Marazziti marshals an array of evidence on how unfairly people have been executed in the past. Fifty-one Americans were executed for stealing horses. The youngest American executed in the last century was a 14-year-old boy named George Stinney. In 2005, the U.S. Supreme Court ruled it unconstitutional to execute defendants who committed their crimes as juveniles.
Sodomy was a capital offense in Britain in 1533. In 1699, “Shoplifting to the value of five shillings or more is deemed a capital crime in Britain,” the author writes. In 1822, “William Reading is hanged for shoplifting; the last time that crime is so punished in Britain,” he continues. Ten years later, the government removed shoplifting, as well as theft of sheep, cattle, and horses from the list of crimes punishable by death.
Media coverage of Tsarnaev and the trial’s penalty phase in May put all the contradictions on the table. The guilty man’s impassiveness at the statements of survivors and relatives who lost loved ones cut a chilling contrast with his fleeting expression of pathos at the emotional testimony of an aunt from his atomized family. His parents and other immediate relatives were not in court.

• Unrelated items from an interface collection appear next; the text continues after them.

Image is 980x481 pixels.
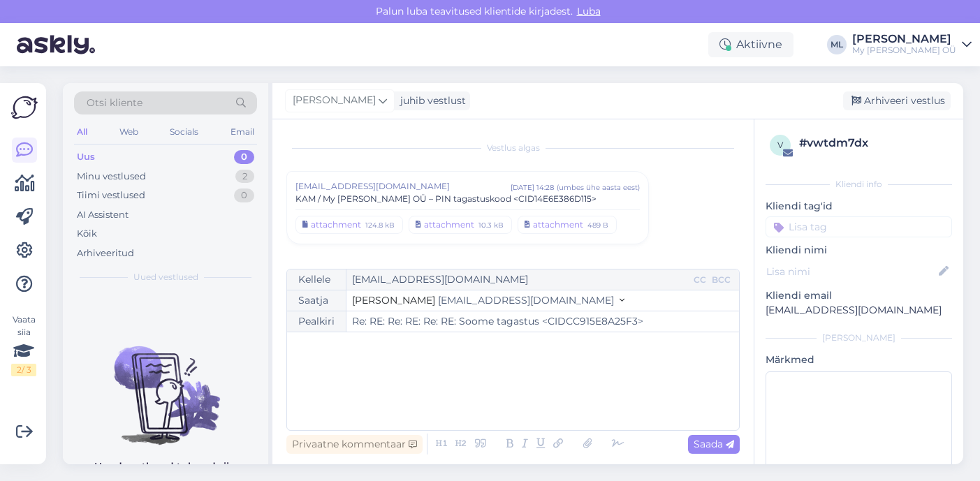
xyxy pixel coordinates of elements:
div: Kliendi info [766,178,952,191]
div: ( umbes ühe aasta eest ) [557,182,640,193]
span: Otsi kliente [87,96,143,110]
div: Kõik [77,227,97,241]
div: Saatja [287,290,346,311]
input: Recepient... [346,270,690,289]
p: Kliendi tag'id [766,199,952,213]
div: Vaata siia [11,314,37,376]
img: Askly Logo [11,94,38,121]
a: [PERSON_NAME]My [PERSON_NAME] OÜ [852,33,972,56]
div: Web [117,123,141,141]
div: Minu vestlused [77,169,146,184]
p: Kliendi nimi [766,243,952,257]
div: [PERSON_NAME] [766,331,952,344]
p: [EMAIL_ADDRESS][DOMAIN_NAME] [766,303,952,317]
div: Privaatne kommentaar [286,434,422,453]
div: CC [690,273,709,286]
span: [EMAIL_ADDRESS][DOMAIN_NAME] [438,294,614,306]
input: Write subject here... [346,311,739,331]
div: Arhiveeritud [77,246,134,261]
div: Kellele [287,270,346,289]
div: Arhiveeri vestlus [843,91,950,110]
p: Uued vestlused tulevad siia. [94,460,238,474]
div: 0 [234,188,255,202]
div: 2 [236,169,255,184]
a: attachment124.8 kB [296,216,403,234]
span: KAM / My [PERSON_NAME] OÜ – PIN tagastuskood <CID14E6E386D115> [296,193,596,205]
span: [PERSON_NAME] [292,93,376,108]
div: Email [228,123,257,141]
div: [DATE] 14:28 [510,182,554,193]
div: juhib vestlust [395,93,466,108]
div: 489 B [586,219,610,231]
div: BCC [709,273,733,286]
div: Aktiivne [708,32,794,57]
div: Tiimi vestlused [77,188,145,202]
p: Märkmed [766,352,952,367]
button: [PERSON_NAME] [EMAIL_ADDRESS][DOMAIN_NAME] [352,293,624,308]
div: Socials [167,123,201,141]
div: Vestlus algas [286,142,740,154]
div: attachment [424,219,474,231]
div: ML [827,35,846,55]
div: Uus [77,150,95,164]
input: Lisa tag [766,216,952,237]
span: Saada [694,437,734,450]
p: Kliendi email [766,288,952,303]
div: All [74,123,90,141]
div: 10.3 kB [477,219,505,231]
div: My [PERSON_NAME] OÜ [852,45,956,56]
span: Luba [573,4,605,17]
div: 0 [234,150,255,164]
div: 124.8 kB [364,219,396,231]
div: Pealkiri [287,311,346,331]
div: attachment [311,219,361,231]
span: [EMAIL_ADDRESS][DOMAIN_NAME] [296,180,510,193]
div: # vwtdm7dx [799,134,948,151]
div: 2 / 3 [11,364,37,376]
div: [PERSON_NAME] [852,33,956,45]
span: v [777,140,783,150]
div: attachment [533,219,583,231]
div: AI Assistent [77,208,128,222]
span: [PERSON_NAME] [352,294,435,306]
img: No chats [63,321,268,447]
span: Uued vestlused [134,271,198,283]
input: Lisa nimi [767,263,936,279]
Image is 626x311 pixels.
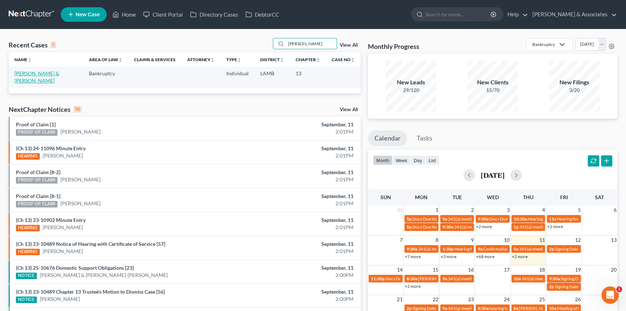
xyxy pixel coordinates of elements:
[242,8,283,21] a: DebtorCC
[368,42,420,51] h3: Monthly Progress
[14,70,59,84] a: [PERSON_NAME] & [PERSON_NAME]
[340,43,358,48] a: View All
[519,305,573,311] span: [PERSON_NAME] - Criminal
[522,276,592,281] span: 341(a) meeting for [PERSON_NAME]
[443,276,447,281] span: 9a
[549,86,600,94] div: 3/20
[613,205,618,214] span: 6
[611,235,618,244] span: 13
[16,193,60,199] a: Proof of Claim [8-1]
[549,276,560,281] span: 9:30a
[539,235,546,244] span: 11
[413,305,520,311] span: Signing Date for [PERSON_NAME] and [PERSON_NAME]
[76,12,100,17] span: New Case
[407,216,412,221] span: 5p
[432,265,439,274] span: 15
[514,305,519,311] span: 8a
[280,58,284,62] i: unfold_more
[246,145,354,152] div: September, 11
[523,194,534,200] span: Thu
[471,235,475,244] span: 9
[246,176,354,183] div: 2:01PM
[16,201,58,207] div: PROOF OF CLAIM
[407,276,418,281] span: 8:30a
[549,284,555,289] span: 2p
[448,276,518,281] span: 341(a) meeting for [PERSON_NAME]
[468,78,518,86] div: New Clients
[9,41,56,49] div: Recent Cases
[246,216,354,224] div: September, 11
[506,205,511,214] span: 3
[260,57,284,62] a: Districtunfold_more
[476,254,495,259] a: +68 more
[16,121,56,127] a: Proof of Claim [1]
[60,200,101,207] a: [PERSON_NAME]
[441,254,457,259] a: +3 more
[407,224,412,229] span: 5p
[542,205,546,214] span: 4
[43,152,83,159] a: [PERSON_NAME]
[16,145,86,151] a: (Ch 13) 24-11096 Minute Entry
[40,295,80,302] a: [PERSON_NAME]
[529,8,617,21] a: [PERSON_NAME] & Associates
[514,246,519,251] span: 9a
[443,305,447,311] span: 9a
[246,240,354,247] div: September, 11
[255,67,290,87] td: LAMB
[468,265,475,274] span: 16
[561,194,568,200] span: Fri
[290,67,326,87] td: 13
[443,246,454,251] span: 1:30p
[396,295,404,303] span: 21
[16,129,58,136] div: PROOF OF CLAIM
[246,288,354,295] div: September, 11
[575,295,582,303] span: 26
[504,265,511,274] span: 17
[140,8,187,21] a: Client Portal
[514,216,527,221] span: 10:30a
[83,67,128,87] td: Bankruptcy
[368,130,407,146] a: Calendar
[16,217,86,223] a: (Ch 13) 23-10902 Minute Entry
[226,57,242,62] a: Typeunfold_more
[296,57,320,62] a: Chapterunfold_more
[490,216,572,221] span: Docs Due for [US_STATE][PERSON_NAME]
[468,295,475,303] span: 23
[504,235,511,244] span: 10
[548,224,564,229] a: +2 more
[211,58,215,62] i: unfold_more
[455,246,511,251] span: Hearing for [PERSON_NAME]
[27,58,32,62] i: unfold_more
[443,216,447,221] span: 9a
[396,265,404,274] span: 14
[9,105,82,114] div: NextChapter Notices
[490,305,545,311] span: hearing for [PERSON_NAME]
[578,205,582,214] span: 5
[43,224,83,231] a: [PERSON_NAME]
[405,254,421,259] a: +7 more
[89,57,123,62] a: Area of Lawunfold_more
[539,295,546,303] span: 25
[332,57,355,62] a: Case Nounfold_more
[520,224,624,229] span: 341(a) meeting for [PERSON_NAME] [PERSON_NAME]
[514,224,519,229] span: 1p
[386,78,437,86] div: New Leads
[448,216,518,221] span: 341(a) meeting for [PERSON_NAME]
[246,295,354,302] div: 2:00PM
[381,194,391,200] span: Sun
[407,246,418,251] span: 9:20a
[246,224,354,231] div: 2:01PM
[316,58,320,62] i: unfold_more
[246,152,354,159] div: 2:01PM
[519,246,589,251] span: 341(a) meeting for [PERSON_NAME]
[40,271,168,279] a: [PERSON_NAME] & [PERSON_NAME]-[PERSON_NAME]
[487,194,499,200] span: Wed
[443,224,454,229] span: 9:30a
[484,246,566,251] span: Confirmation hearing for [PERSON_NAME]
[16,264,134,271] a: (Ch 13) 25-10676 Domestic Support Obligations [23]
[432,295,439,303] span: 22
[407,305,412,311] span: 2p
[514,276,521,281] span: 10a
[549,246,555,251] span: 2p
[435,235,439,244] span: 8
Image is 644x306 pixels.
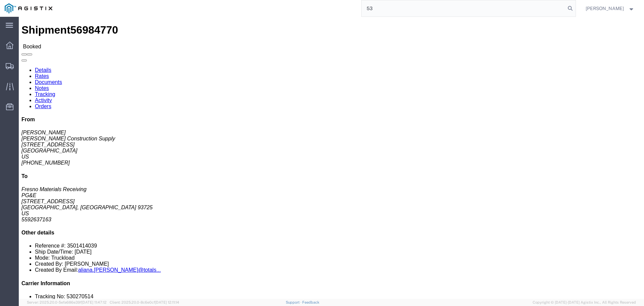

But by June, alone in facing his formal death sentencing, Tsarnaev finally spoke, apologizing to victims and praying for God’s forgiveness. “I pray to Allah to bestow his mercy on those affected in the bombing and their families. I pray for your healing.” Who knows what he really thinks, or who he really is? The words suggest that the man who sat like a cipher had experienced a crack in his own human armor.
“We can look at the death penalty every which way,” writes Marazziti, “but it is always a travesty, even when it is not being used for reasons that are obviously unjust—to eliminate enemies, rivals, or unpopular beliefs; to dehumanize a group of people. Even when the death penalty is used for the supposedly civilized reasons of public safety and deterrence, or when its goal is simple retribution, even when its aims are modest, capital punishment fails to achieve them.”
Marazziti punctures the certitude of the “fair” execution by pointing out that since 1992, 321 prisoners have been exonerated by DNA testing in America, and of them 20 were on death row, waiting to die for crimes they did not commit. How many died before we had DNA?
With the accumulated news reports in many jurisdictions where convictions that relied on police deception, or prosecutorial withholding of evidence, led to the release of prisoners long-incarcerated, the logic of a fair standard grows weaker still. If a system is so prone to abuse that it will kill innocent people in pursuit of justice, what moral value does the death penalty have?